**Work order:** Without the pictures, retype exactly the lines from the top of the entries below through the line that contains "pyautogui.click(x=<x>, y=<y>)".

+++ Provided material +++

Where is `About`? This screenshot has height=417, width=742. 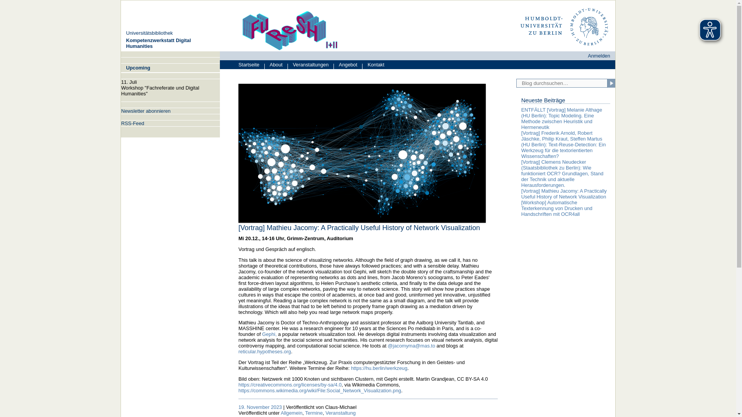
About is located at coordinates (276, 65).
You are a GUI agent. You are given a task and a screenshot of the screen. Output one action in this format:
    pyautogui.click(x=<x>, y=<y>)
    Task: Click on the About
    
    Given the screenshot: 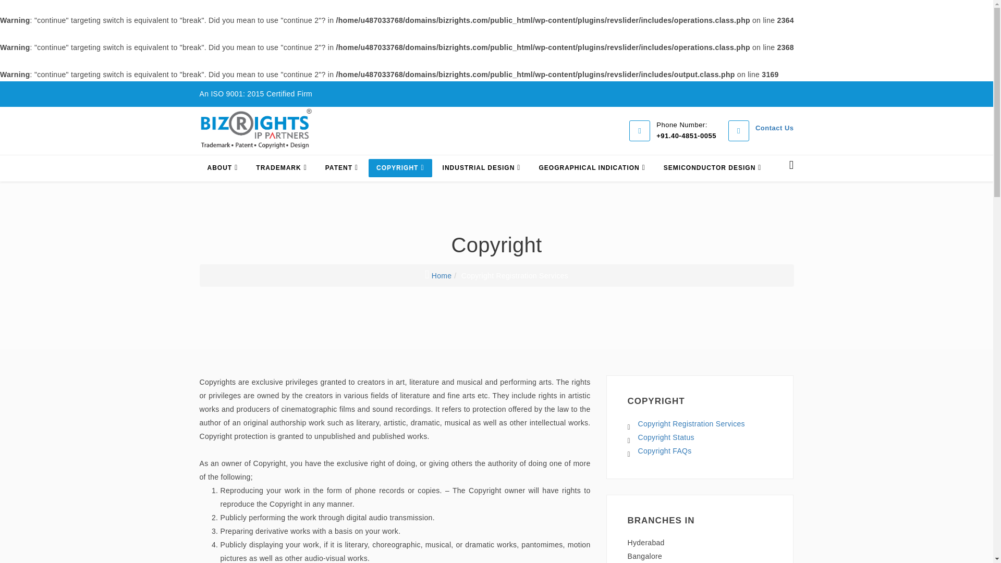 What is the action you would take?
    pyautogui.click(x=222, y=168)
    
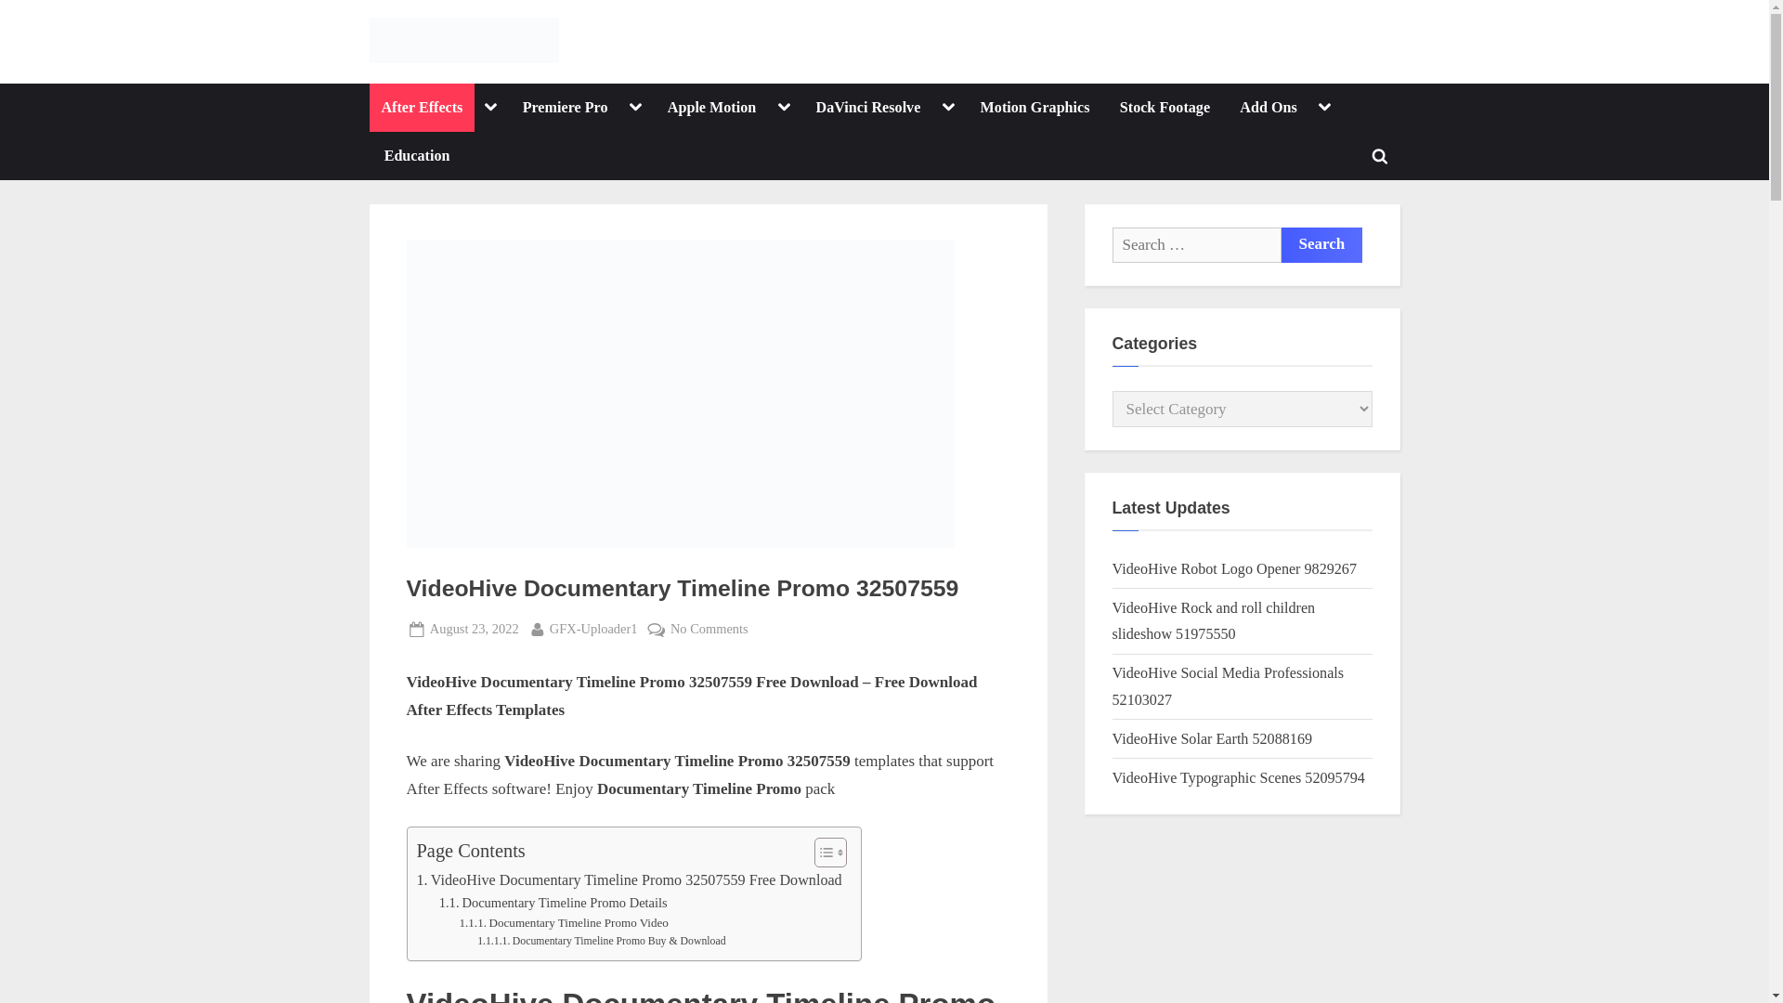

+++

**Exercise output:**
Where is `About`? This screenshot has height=417, width=742. 
About is located at coordinates (276, 65).
You are a GUI agent. You are given a task and a screenshot of the screen. Output one action in this format:
    pyautogui.click(x=<x>, y=<y>)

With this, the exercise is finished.